• U.S.

Couples Becomes A Master

2 minute read
TIME

WHEN FRED COUPLES STROLLS DOWN THE FAIRWAY, he often twirls his golf club as if it were a walking stick. To all appearances, he’s out for a languorous constitutional in the park. Last week he strolled the elegant greenness of Augusta National, the citadel of American golf, and won the Masters tournament, his first victory in a major tournament after 12 years as a professional. In so doing, Couples, 32, became the sport’s most dominant player.

The very casualness of Couples’ approach to a game that can turn a player’s forearms to cement and his knees to jelly is both the reason for his success and the source of his huge popularity among golf devotees. He smiles as he wins, just as he smiled when he was losing. And lately he’s been winning a lot, pocketing more than $1 million already this year, with three tournament titles in the bag, and playing 28 rounds out of 40 in the subpar 60s — an unbelievable streak of excellence.

For years critics said he was too casual and lacked the competitive fire to go with a liquid swing that makes even other pros jealous. When he blew a 5- ft. putt to help the American team lose the Ryder Cup to Britain in 1989, he wept. His friend Raymond Floyd, 49, as intense on the course as Couples is relaxed, taught him some golf truths, prime among them that when a player has a lead, he needs to get a bigger lead. In winning the Masters, Couples beat — who else? — Raymond Floyd, by two strokes.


▶ _Aim of the exercise_: From the entries below, copy every line holding the word "angle".
————————
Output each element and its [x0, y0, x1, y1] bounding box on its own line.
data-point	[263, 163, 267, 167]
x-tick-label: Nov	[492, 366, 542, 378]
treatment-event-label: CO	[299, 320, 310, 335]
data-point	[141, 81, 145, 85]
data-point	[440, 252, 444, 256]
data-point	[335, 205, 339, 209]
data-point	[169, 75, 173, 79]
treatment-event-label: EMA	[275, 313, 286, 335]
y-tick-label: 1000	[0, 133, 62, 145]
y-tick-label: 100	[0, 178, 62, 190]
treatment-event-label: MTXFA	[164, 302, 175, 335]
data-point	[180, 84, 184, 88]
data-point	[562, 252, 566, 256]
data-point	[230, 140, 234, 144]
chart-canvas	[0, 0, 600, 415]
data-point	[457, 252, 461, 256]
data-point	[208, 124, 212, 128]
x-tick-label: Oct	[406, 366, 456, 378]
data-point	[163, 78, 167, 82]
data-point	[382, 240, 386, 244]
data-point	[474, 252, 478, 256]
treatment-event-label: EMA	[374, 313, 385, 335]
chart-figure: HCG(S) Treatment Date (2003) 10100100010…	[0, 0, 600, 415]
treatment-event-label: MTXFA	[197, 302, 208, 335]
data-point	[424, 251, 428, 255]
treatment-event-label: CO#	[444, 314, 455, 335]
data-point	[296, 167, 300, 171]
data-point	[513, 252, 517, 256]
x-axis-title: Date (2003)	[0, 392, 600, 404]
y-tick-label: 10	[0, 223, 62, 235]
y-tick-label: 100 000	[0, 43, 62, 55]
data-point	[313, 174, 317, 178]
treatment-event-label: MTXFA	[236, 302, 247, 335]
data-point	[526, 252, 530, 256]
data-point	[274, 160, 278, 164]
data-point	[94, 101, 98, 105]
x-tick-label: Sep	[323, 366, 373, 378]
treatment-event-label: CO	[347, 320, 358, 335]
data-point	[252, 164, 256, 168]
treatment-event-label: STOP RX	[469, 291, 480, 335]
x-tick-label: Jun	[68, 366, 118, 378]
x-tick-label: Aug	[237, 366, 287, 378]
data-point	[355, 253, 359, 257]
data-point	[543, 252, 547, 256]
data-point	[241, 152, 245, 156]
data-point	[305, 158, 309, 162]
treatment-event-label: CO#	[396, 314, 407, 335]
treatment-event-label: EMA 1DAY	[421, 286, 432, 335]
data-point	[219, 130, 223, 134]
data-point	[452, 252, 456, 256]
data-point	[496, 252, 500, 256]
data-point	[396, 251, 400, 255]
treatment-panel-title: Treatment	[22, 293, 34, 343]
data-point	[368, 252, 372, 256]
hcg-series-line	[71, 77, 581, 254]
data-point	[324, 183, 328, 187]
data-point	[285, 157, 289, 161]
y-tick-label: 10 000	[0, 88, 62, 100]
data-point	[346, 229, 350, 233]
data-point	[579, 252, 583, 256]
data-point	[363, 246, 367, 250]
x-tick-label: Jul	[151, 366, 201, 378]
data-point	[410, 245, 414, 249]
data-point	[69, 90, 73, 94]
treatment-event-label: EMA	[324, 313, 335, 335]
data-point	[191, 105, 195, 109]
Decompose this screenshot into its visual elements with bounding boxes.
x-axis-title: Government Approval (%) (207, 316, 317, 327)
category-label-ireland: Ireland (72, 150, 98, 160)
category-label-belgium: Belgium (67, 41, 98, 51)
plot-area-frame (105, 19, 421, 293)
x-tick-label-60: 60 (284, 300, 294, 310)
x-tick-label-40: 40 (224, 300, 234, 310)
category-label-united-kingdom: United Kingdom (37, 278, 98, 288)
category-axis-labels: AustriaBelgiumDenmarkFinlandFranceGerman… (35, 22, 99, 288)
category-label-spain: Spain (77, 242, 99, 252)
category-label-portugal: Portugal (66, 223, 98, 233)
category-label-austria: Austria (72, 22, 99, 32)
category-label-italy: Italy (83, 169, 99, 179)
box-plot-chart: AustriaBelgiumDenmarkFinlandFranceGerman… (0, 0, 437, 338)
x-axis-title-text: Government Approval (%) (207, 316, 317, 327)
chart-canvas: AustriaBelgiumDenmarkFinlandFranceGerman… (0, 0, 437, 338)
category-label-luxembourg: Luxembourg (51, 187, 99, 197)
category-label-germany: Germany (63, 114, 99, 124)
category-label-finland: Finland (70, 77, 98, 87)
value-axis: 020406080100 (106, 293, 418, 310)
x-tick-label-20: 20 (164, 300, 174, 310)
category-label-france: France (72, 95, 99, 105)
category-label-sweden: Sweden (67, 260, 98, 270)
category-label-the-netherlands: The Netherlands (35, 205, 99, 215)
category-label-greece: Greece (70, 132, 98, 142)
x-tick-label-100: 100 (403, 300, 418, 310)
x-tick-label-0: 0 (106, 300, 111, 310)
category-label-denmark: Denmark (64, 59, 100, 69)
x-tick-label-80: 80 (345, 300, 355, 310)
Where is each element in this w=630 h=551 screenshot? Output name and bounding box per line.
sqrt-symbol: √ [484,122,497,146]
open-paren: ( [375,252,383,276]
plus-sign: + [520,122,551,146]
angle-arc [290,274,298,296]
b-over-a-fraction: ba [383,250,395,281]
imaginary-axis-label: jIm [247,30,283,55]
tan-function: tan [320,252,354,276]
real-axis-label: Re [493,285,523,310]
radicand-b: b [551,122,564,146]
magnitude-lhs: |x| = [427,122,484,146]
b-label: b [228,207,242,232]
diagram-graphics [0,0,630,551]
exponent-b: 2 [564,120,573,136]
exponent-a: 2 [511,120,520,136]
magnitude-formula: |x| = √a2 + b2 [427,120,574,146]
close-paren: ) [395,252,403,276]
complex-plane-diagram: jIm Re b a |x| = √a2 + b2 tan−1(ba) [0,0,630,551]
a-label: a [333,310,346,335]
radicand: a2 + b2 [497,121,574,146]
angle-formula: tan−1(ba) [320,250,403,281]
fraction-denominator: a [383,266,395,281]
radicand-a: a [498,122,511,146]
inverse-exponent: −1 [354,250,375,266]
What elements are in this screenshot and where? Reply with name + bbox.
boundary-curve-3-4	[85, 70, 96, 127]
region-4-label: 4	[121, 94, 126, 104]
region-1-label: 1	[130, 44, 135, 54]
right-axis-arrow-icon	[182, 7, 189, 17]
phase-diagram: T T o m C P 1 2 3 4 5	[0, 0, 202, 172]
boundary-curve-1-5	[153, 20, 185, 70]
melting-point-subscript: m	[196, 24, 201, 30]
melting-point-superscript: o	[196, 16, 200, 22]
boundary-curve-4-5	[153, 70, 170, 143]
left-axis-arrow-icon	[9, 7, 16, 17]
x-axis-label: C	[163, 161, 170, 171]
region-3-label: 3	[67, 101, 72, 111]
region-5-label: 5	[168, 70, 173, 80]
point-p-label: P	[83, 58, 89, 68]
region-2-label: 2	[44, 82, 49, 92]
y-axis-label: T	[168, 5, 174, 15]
————————
▶ _Output of the task_:
angle-arc [290,274,298,296]
angle-formula: tan−1(ba) [320,250,403,281]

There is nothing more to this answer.